620 likes | 1.05k Views
The Special Senses. Chapter 17. Taste. Taste bud = primary sensory organ Approx~10,000 or so found on lingual papillae Each bud has~40-100 epithelial cells Most are on tongue (soft palate, inner cheek, pharynx, epiglottis) Replaced every 7-10 days (burns/friction)
E N D
The Special Senses Chapter 17
Taste • Taste bud = primary sensory organ • Approx~10,000 or so found on lingual papillae • Each bud has~40-100 epithelial cells • Most are on tongue (soft palate, inner cheek, pharynx, epiglottis) • Replaced every 7-10 days (burns/friction) • There are four basic taste sensations • Sweet – sugars, saccharin, alcohol, and some amino acids • Salt – metal ions • Sour – hydrogen ions • Bitter – alkaloids such as quinine and nicotine
3 Types of Lingual Papillae • Filiform papillae: • provide friction • do not contain taste buds • Fungiform papillae: • contain 5 taste buds each • Circumvallate papillae: • contain 100 taste buds each
Taste bud distribution • Most taste buds respond to 2-4 taste qualities • Bitter buds most sensitive (protective) • Sugar & salt most pleasurable (CHO/ minerals) • Taste receptors are fast adaptors (partial 3-5 sec/ complete 1-5 min)
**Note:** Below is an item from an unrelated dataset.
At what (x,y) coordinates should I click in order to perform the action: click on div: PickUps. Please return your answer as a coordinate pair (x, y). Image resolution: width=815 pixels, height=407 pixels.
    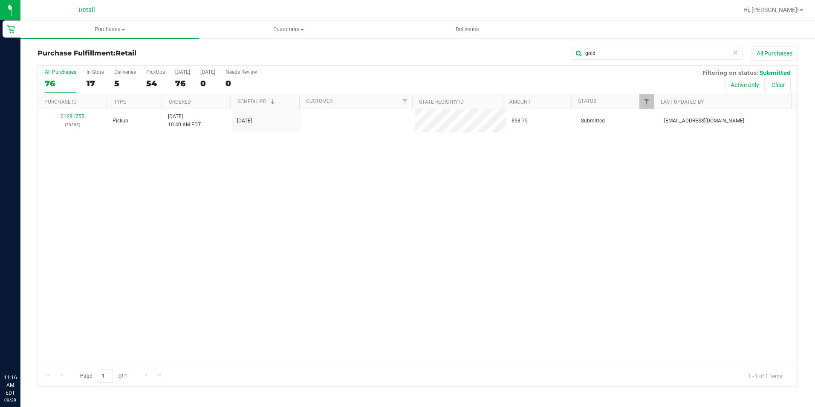
    Looking at the image, I should click on (156, 72).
Gustatory pathway • Facial nerve (anterior 2/3 of tongue) & Glossopharyngeal nerve (posterior 1/3 of tongue)solitary nucleus of medulla (initiate PsNS reflexes to trigger saliva & gastric secretion)thalamusgustatory cortex of parietal lobes • Fibers also project to the hypothalamus & limbic system (enjoyment)
Influence of Other Sensations on Taste • Taste is 80% smell • Thermoreceptors, mechanoreceptors, nociceptors also influence tastes • Temperature and texture enhance or detract from taste
Smell • Olfactory epithelium = primary sensory organ • Found on roof of nasal cavity • Olfactory receptors are one of the few neurons to renew thru adult life (replaced ~every 60 days) • Covered w/mucus to dissolve airborne odor molecules
Olfactory receptors • Smell is difficult to research • At least 1000 ‘smell genes’ active only in the nose • Extremely sensitive • Nasal cavity also contains pain receptors (ammonia, chili peppers, menthol, etc)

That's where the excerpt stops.